Hi Ilari,
I fully agree with Scott's email below and have the same questions.In addition, I was a bit surprised to see the word 'dangerous' for which I have a related formal analysis based on which FWIW, I deem what Scott has described to be secure at the /symbolic/ (not /computational/) level. So I would like to understand what I have got wrong in my analysis.
In particular, our paper on this analysis was reviewed (and unfortunately rejected) at USENIX'26 but the reviewers did not have any technical objection to this part of the paper. I am sharing that to state that it was reviewed, and I am /genuinely/ interested in knowing what is considered 'dangerous' in this case. It's maybe some subtle point, but I would like to understand that. I'd appreciate it if you could explain that point so I can study more about it to reflect it in my formal models, and propose some solutions to the authors.
I acknowledge that symbolic analysis has limitations. Has 'dangerous' got something to do with cryptography? Do you recommend getting confirmation via computational proof in tools like CryptoVerif? or do you have an intuition where the proof will break at the computational level?
Thank you. Sincerely, -Usama On 30.04.26 17:42, Scott Fluhrer (sfluhrer) wrote:
Would you care to expand on that? Why is it dangerous?My understanding (and do correct me if I'm wrong) is that the proposal under discussion is that the server (or client in an mTLS scenario) sends multiple Certificate messages (to convey the multiple public keys) and multiple Certificate Verify messages, each of which signs with a different public key (and algorithm).As an example, the server might send both an RSA certificate (and certificate verify) and an ML-DSA certificate (and certificate verify); the client checks both, and proceeds only if both verify.I don't see why this is cryptographically dangerous. If the RSA certificate/signature is secure, then the authentication is secure, and likewise the ML-DSA certificate/signature. Of course, an implementation might have a bug where it doesn't check one of the certificates/signatures properly, but that's actually fairly easy to test.I do see a complication of how the client specifies its authentication policy; that is, what set of certificates it insists on authenticating (e.g. just one certificate is fine, or does it require both a classical and a postquantum certificate), but that detail can be handled within the protocol; it does not occur to me that it would be 'dangerous'.Now, I am not specifically advocating this approach; I believe that we will want to support hybrid authentication in some form, but I personally don't have a strong opinion on how that is done (whether parallel certificates as suggested here, or with composite certificates or possibly a third method). I'm just interested in your reasoning - why is the possibility of multiple things that don't interact considered excessive dangerous flexibility?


About this task –
Wherever the string "option" appears in the entries below, return the line that holds it.

Entries from a dataset of interfaces:
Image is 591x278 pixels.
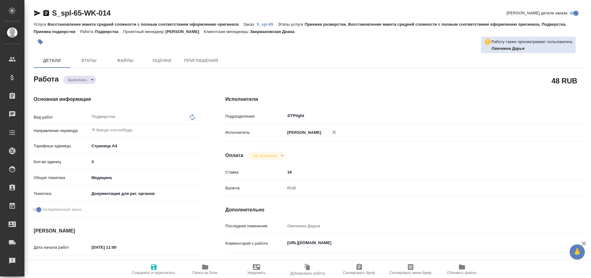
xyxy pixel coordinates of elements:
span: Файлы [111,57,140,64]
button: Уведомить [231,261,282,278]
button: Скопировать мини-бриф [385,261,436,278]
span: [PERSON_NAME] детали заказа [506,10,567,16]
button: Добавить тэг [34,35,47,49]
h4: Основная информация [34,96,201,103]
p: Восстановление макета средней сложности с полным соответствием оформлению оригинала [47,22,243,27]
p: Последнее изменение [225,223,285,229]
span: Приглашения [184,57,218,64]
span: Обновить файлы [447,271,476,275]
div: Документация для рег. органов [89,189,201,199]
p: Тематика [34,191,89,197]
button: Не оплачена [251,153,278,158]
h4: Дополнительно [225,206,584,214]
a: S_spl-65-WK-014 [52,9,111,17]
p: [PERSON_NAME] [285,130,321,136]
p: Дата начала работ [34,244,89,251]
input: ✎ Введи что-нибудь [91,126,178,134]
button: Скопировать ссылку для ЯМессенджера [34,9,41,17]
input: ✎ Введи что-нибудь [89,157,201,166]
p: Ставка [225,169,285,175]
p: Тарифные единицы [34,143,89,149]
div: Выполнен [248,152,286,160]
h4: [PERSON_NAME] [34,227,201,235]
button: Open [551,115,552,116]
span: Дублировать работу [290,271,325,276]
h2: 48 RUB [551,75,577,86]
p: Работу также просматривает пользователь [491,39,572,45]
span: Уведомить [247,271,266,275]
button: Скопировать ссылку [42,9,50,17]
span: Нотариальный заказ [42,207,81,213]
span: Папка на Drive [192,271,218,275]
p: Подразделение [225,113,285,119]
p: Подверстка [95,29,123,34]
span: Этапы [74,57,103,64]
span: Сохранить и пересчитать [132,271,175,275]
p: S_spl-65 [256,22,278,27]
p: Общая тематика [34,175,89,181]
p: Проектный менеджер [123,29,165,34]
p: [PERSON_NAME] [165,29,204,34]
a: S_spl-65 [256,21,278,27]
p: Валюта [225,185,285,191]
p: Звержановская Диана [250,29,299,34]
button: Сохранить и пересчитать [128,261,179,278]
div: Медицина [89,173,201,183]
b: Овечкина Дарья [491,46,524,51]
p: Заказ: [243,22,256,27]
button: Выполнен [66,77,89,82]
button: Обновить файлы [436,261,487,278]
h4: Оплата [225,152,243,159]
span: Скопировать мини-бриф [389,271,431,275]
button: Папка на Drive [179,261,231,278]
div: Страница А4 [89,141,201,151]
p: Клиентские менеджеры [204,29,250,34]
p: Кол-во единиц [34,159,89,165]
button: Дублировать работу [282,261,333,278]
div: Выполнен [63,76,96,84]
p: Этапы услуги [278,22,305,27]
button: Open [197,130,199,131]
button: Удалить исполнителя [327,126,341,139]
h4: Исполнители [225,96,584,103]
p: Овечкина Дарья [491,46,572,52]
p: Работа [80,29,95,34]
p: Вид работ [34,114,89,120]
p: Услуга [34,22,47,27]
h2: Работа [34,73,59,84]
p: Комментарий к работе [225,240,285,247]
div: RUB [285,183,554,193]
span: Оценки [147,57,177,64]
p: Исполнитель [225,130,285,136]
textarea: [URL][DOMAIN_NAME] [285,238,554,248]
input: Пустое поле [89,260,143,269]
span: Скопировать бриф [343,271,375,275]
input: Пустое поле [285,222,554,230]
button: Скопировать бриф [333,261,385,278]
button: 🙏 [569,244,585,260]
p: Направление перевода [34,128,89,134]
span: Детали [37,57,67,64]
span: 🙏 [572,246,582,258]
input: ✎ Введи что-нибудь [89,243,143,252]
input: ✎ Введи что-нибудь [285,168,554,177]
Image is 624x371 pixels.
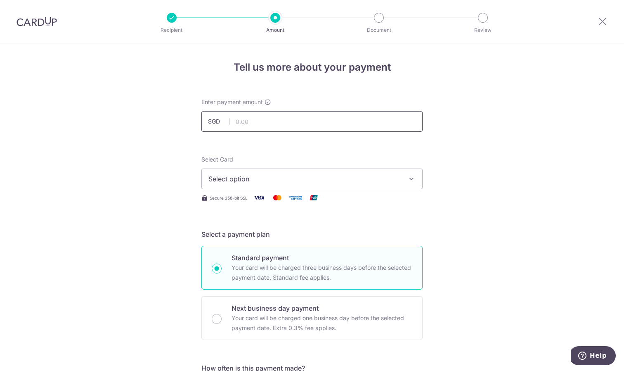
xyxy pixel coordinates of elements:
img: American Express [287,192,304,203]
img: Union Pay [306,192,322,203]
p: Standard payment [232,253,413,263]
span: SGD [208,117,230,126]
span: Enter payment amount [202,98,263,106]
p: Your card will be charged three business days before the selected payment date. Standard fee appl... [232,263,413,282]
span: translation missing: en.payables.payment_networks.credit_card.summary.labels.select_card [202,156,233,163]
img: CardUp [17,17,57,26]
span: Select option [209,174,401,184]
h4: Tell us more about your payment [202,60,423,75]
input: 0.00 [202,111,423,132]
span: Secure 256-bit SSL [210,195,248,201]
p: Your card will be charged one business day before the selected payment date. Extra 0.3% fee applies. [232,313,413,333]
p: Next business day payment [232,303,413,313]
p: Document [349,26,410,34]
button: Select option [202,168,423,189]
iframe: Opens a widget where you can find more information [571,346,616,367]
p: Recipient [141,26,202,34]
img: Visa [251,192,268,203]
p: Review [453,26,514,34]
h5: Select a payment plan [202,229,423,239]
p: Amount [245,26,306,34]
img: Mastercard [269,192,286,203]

Result below –
span: Select option [209,174,401,184]
button: Select option [202,168,423,189]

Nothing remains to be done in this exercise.